ReplyDeleteLove the photo of Mr. Moose. What a great sight on a run. Are you preparing with trail runs? That will definitely make you a stronger runner. Good luck with marathon and the half marathon. Run well, write well.
Run, Jim, Run! Is the moose your new running partner?
ReplyDeleteWishing you a productive year and maybe happy travels.
Hope you have a wonderful new year.
ReplyDeleteMargaret - The moose is most assuredly NOT a running partner -- more of a free spirit who goes where he wants, when he wants.
ReplyDeleteKait -- No trail runs for me. Too much opportunity for turning ankles and wrenching knees, both of which are potential trouble spots after my soccer-playing days. Gravel or dirt roads are my preference.
What a year!
ReplyDeleteI think you're right, that people near death stick around until certain people can visit them. One of my aunts hung on until the Red Cross ( I think it was them) arranged for my cousin to be fetched from a submarine to visit her. She died half an hour after he arrived.
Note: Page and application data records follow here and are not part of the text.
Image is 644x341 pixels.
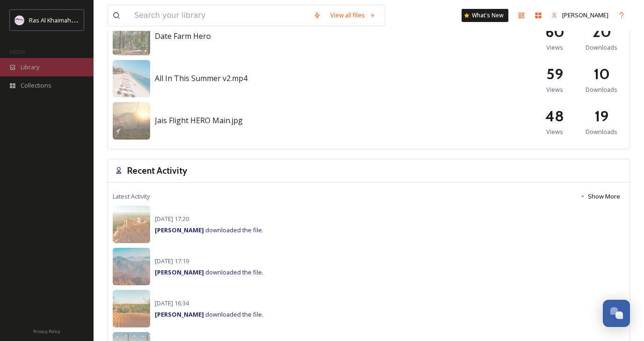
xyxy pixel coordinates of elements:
[113,60,150,97] img: 29a9f786-f6ee-49b0-88d4-6c9fe417c655.jpg
[547,6,613,24] a: [PERSON_NAME]
[575,187,625,205] button: Show More
[326,6,381,24] a: View all files
[546,85,563,94] span: Views
[113,248,150,285] img: b17a37f6-e927-4b24-956d-60c361670512.jpg
[155,115,243,126] span: Jais Flight HERO Main.jpg
[155,268,204,277] strong: [PERSON_NAME]
[21,63,39,72] span: Library
[155,31,211,41] span: Date Farm Hero
[155,257,189,265] span: [DATE] 17:19
[586,127,617,136] span: Downloads
[586,43,617,52] span: Downloads
[546,63,563,85] h2: 59
[592,21,611,43] h2: 20
[155,73,247,83] span: All In This Summer v2.mp4
[29,16,161,24] span: Ras Al Khaimah Tourism Development Authority
[113,192,150,201] span: Latest Activity
[21,81,52,90] span: Collections
[155,310,263,318] span: downloaded the file.
[546,127,563,136] span: Views
[603,300,630,327] button: Open Chat
[155,225,263,234] span: downloaded the file.
[155,214,189,223] span: [DATE] 17:20
[113,205,150,243] img: 45dfe8e7-8c4f-48e3-b92b-9b2a14aeffa1.jpg
[33,325,60,336] a: Privacy Policy
[113,18,150,56] img: 6af0912f-5ad3-4dba-861f-f5ab8fa920a1.jpg
[594,63,610,85] h2: 10
[595,105,608,127] h2: 19
[545,105,564,127] h2: 48
[562,11,608,19] span: [PERSON_NAME]
[155,225,204,234] strong: [PERSON_NAME]
[33,328,60,334] span: Privacy Policy
[462,9,509,22] a: What's New
[113,102,150,139] img: 04afb8a5-afd5-4fa5-805b-31eab7fbb53a.jpg
[15,16,24,25] img: Logo_RAKTDA_RGB-01.png
[155,299,189,307] span: [DATE] 16:34
[155,268,263,277] span: downloaded the file.
[545,21,565,43] h2: 60
[586,85,617,94] span: Downloads
[127,164,187,178] h3: Recent Activity
[546,43,563,52] span: Views
[155,310,204,318] strong: [PERSON_NAME]
[9,48,26,56] span: MEDIA
[113,290,150,327] img: 4d6de68e-3e3d-4443-b953-ea3ee352b36f.jpg
[130,5,309,26] input: Search your library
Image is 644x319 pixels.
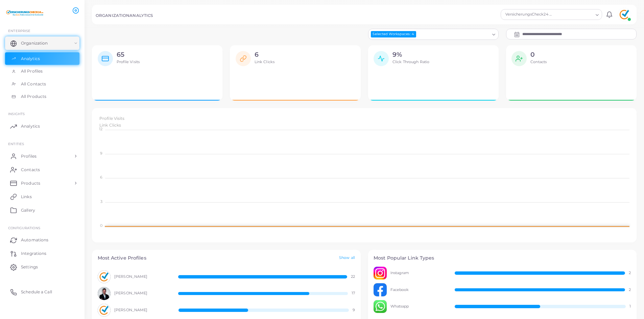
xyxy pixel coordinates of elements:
[21,237,49,243] span: Automations
[98,287,111,300] img: avatar
[21,194,32,200] span: Links
[5,204,79,217] a: Gallery
[21,264,38,270] span: Settings
[116,59,140,64] span: Profile Visits
[100,151,102,156] tspan: 9
[373,283,386,296] img: avatar
[21,68,42,74] span: All Profiles
[8,142,24,145] span: ENTITIES
[504,11,553,18] span: VersicherungsCheck24 AG
[100,224,102,228] tspan: 0
[393,51,429,59] h2: 9%
[114,274,170,279] span: [PERSON_NAME]
[393,59,429,64] span: Click Through Ratio
[339,256,355,261] a: Show all
[99,127,102,131] tspan: 12
[351,274,355,279] span: 22
[629,304,631,309] span: 1
[5,52,79,65] a: Analytics
[116,51,140,59] h2: 65
[5,78,79,91] a: All Contacts
[5,163,79,176] a: Contacts
[5,260,79,274] a: Settings
[98,271,111,284] img: avatar
[21,81,46,87] span: All Contacts
[6,6,43,19] img: logo
[628,287,631,293] span: 2
[21,56,40,62] span: Analytics
[416,31,490,38] input: Search for option
[100,175,102,180] tspan: 6
[8,29,30,33] span: Enterprise
[5,189,79,204] a: Links
[5,234,79,247] a: Automations
[5,247,79,260] a: Integrations
[98,304,111,317] img: avatar
[5,90,79,103] a: All Products
[5,65,79,78] a: All Profiles
[21,181,41,186] span: Products
[114,308,171,313] span: [PERSON_NAME]
[100,122,121,128] span: Link Clicks
[554,11,593,19] input: Search for option
[530,51,546,59] h2: 0
[21,167,40,173] span: Contacts
[21,153,36,160] span: Profiles
[615,8,633,21] a: avatar
[373,267,386,280] img: avatar
[5,149,79,163] a: Profiles
[21,123,40,130] span: Analytics
[114,291,170,296] span: [PERSON_NAME]
[500,9,602,20] div: Search for option
[254,59,274,64] span: Link Clicks
[100,199,102,204] tspan: 3
[8,112,25,115] span: INSIGHTS
[254,51,274,59] h2: 6
[371,31,416,38] div: Selected Workspaces: 4
[95,13,153,18] h5: ORGANIZATIONANALYTICS
[21,289,52,295] span: Schedule a Call
[21,207,35,213] span: Gallery
[618,8,631,21] img: avatar
[352,308,355,313] span: 9
[373,256,631,261] h4: Most Popular Link Types
[368,29,498,40] div: Search for option
[5,286,79,299] a: Schedule a Call
[8,226,41,230] span: Configurations
[5,36,79,50] a: Organization
[390,271,447,276] span: Instagram
[530,59,546,64] span: Contacts
[373,300,386,313] img: avatar
[21,93,46,100] span: All Products
[390,287,447,293] span: Facebook
[100,115,124,121] span: Profile Visits
[98,256,146,261] h4: Most Active Profiles
[628,271,631,276] span: 2
[21,41,48,46] span: Organization
[351,291,355,296] span: 17
[5,120,79,133] a: Analytics
[21,250,46,256] span: Integrations
[5,176,79,189] a: Products
[390,304,447,309] span: Whatsapp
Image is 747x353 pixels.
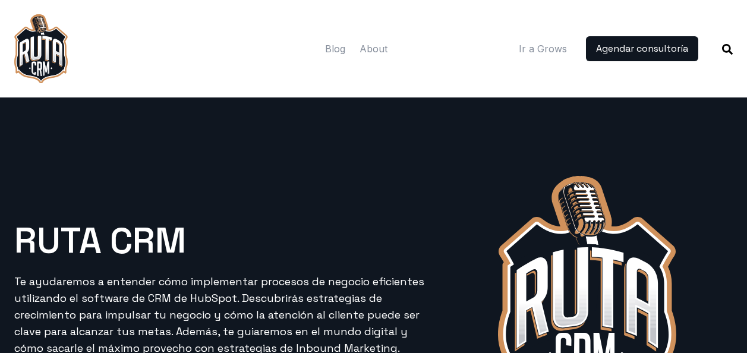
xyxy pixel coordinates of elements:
[325,38,345,59] a: Blog
[325,38,387,59] nav: Main menu
[359,38,387,59] a: About
[14,223,427,259] h1: RUTA CRM
[14,14,68,83] img: rutacrm-logo
[519,42,567,56] a: Ir a Grows
[586,36,698,61] a: Agendar consultoría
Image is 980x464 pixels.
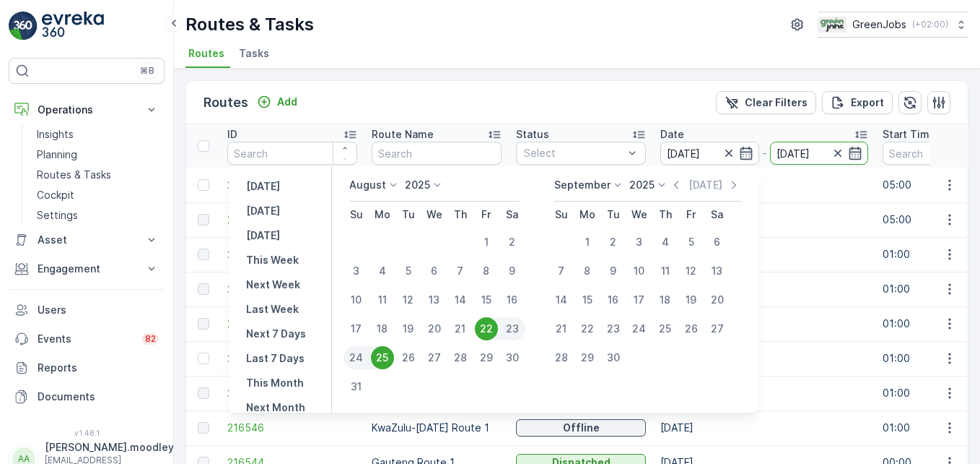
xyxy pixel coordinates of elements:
p: Insights [37,127,74,141]
div: 6 [706,230,728,254]
div: 12 [680,259,702,282]
p: Offline [563,420,599,435]
p: Users [38,303,159,317]
a: Users [9,296,164,325]
div: 2 [500,230,524,254]
p: Last Week [246,302,299,317]
button: Last Week [240,300,305,317]
a: Documents [9,382,164,411]
p: Planning [37,147,77,162]
p: 2025 [629,178,655,192]
a: 216549 [227,317,358,331]
th: Thursday [447,201,473,228]
a: 216548 [227,351,358,365]
div: 14 [550,288,573,311]
div: 29 [576,346,599,369]
div: Toggle Row Selected [198,317,209,329]
div: 7 [550,259,573,282]
th: Sunday [343,201,369,228]
th: Sunday [548,201,574,228]
p: Settings [37,208,78,222]
div: 26 [397,346,419,369]
td: [DATE] [653,236,875,272]
div: 1 [475,230,498,254]
p: August [349,178,386,192]
div: 8 [576,259,599,282]
p: Export [851,95,884,110]
p: GreenJobs [852,17,906,31]
div: 1 [576,230,599,254]
div: 14 [449,288,472,311]
div: 30 [602,346,625,369]
button: Next 7 Days [240,325,312,343]
div: 13 [423,288,446,311]
a: 216633 [227,178,358,192]
p: Cockpit [37,188,75,202]
div: 4 [371,259,394,282]
div: 21 [449,317,472,340]
button: Tomorrow [240,227,286,244]
button: Asset [9,226,164,254]
td: [DATE] [653,167,875,202]
div: 24 [628,317,651,340]
div: 27 [706,317,728,340]
td: [DATE] [653,202,875,236]
div: 22 [576,317,599,340]
p: Start Time [882,127,936,141]
span: Routes [189,46,225,60]
p: 82 [145,333,155,344]
div: 9 [602,259,625,282]
div: 16 [500,288,524,311]
input: Search [372,141,501,165]
div: 30 [500,346,524,369]
button: Engagement [9,254,164,283]
div: Toggle Row Selected [198,179,209,191]
p: This Week [246,253,299,267]
a: 216632 [227,212,358,227]
span: v 1.48.1 [9,428,164,437]
a: Insights [31,124,164,145]
img: logo [9,12,38,40]
p: Next Week [246,277,300,292]
p: Next 7 Days [246,326,306,341]
div: 23 [499,317,525,340]
p: Last 7 Days [246,351,305,365]
div: 6 [423,259,446,282]
div: 11 [371,288,394,311]
p: 2025 [405,178,430,192]
a: Cockpit [31,185,164,205]
th: Tuesday [395,201,421,228]
input: dd/mm/yyyy [660,141,759,165]
th: Saturday [704,201,730,228]
p: Status [516,127,549,141]
div: 15 [475,288,498,311]
button: Next Month [240,398,311,416]
div: 21 [550,317,573,340]
img: Green_Jobs_Logo.png [817,16,846,32]
span: 216547 [227,386,358,400]
p: Events [38,332,134,346]
a: 216546 [227,420,358,435]
button: Last 7 Days [240,350,310,367]
td: [DATE] [653,341,875,376]
p: September [554,178,611,192]
button: Operations [9,95,164,124]
button: Next Week [240,276,306,293]
p: Routes [204,93,248,112]
div: 9 [500,259,524,282]
a: 216550 [227,281,358,296]
p: Operations [38,103,136,117]
p: [DATE] [246,204,280,219]
th: Thursday [652,201,678,228]
th: Wednesday [421,201,447,228]
span: Tasks [239,46,269,60]
div: 15 [576,288,599,311]
p: Date [660,127,684,141]
p: ( +02:00 ) [912,19,948,31]
p: [DATE] [246,179,280,193]
img: logo_light-DOdMpM7g.png [42,12,104,40]
p: [DATE] [246,228,280,243]
a: Reports [9,353,164,382]
div: 19 [397,317,419,340]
I also had two superstitious Irish aunts who were convinced that anyone who died between the hours of noon and three on Good Friday was granted the same pardon from purgatory as Dismas. They both died then, although years apart.
Ah so that was a moose on the side of a road or an unrelated running picture.
ReplyDeleteTotally agree with you about trail runs. Hubs keeps a swath cut for me in the summer that goes from my house to the trail head and even that can be fraught with peril!
Wow Jim! What a year. I've run many half marathons, but no fulls. That is truly impressive! This year, I've struggled to motivate myself to get off the couch and run 3 or 4 miles. I hope when I grow up and I'm 70 I can still run halfs (and keep writing) like you.
ReplyDeleteI so enjoy your viewpoint of numbers and all things mathematical, Jim.
ReplyDeleteWe were camping in or near (can't remember) Grand Teton National Park when an elk moseyed through. A steady diet of cartoon animals and nature specials didn't prepare me for the sheer size of the beast, and I imagine your moose was taller than you, too. I would definitely give that moose the right of way!
You have a safe and beautiful place to hold up during this crisis. And your neighbors may be troublesome, but they are impressive!
ReplyDeleteHave a very happy birthday! Glad for your productivity and peaceful runs.
ReplyDeleteKM -- Now those two aunts were determined!
ReplyDeleteKelly -- I'm sure you can keep running half-marathons (as long as you are trying to go faster than your much younger self -- then you die!)
Shari -- Elk are magnificent creatures. An dyes, the moose is taller than I am. The top of my head (and I am a six-footer) comes to the top of his shoulder!
EB -- Yep -- sometime I'll need to include the story of the time I startled a sleeping wolf awake while running.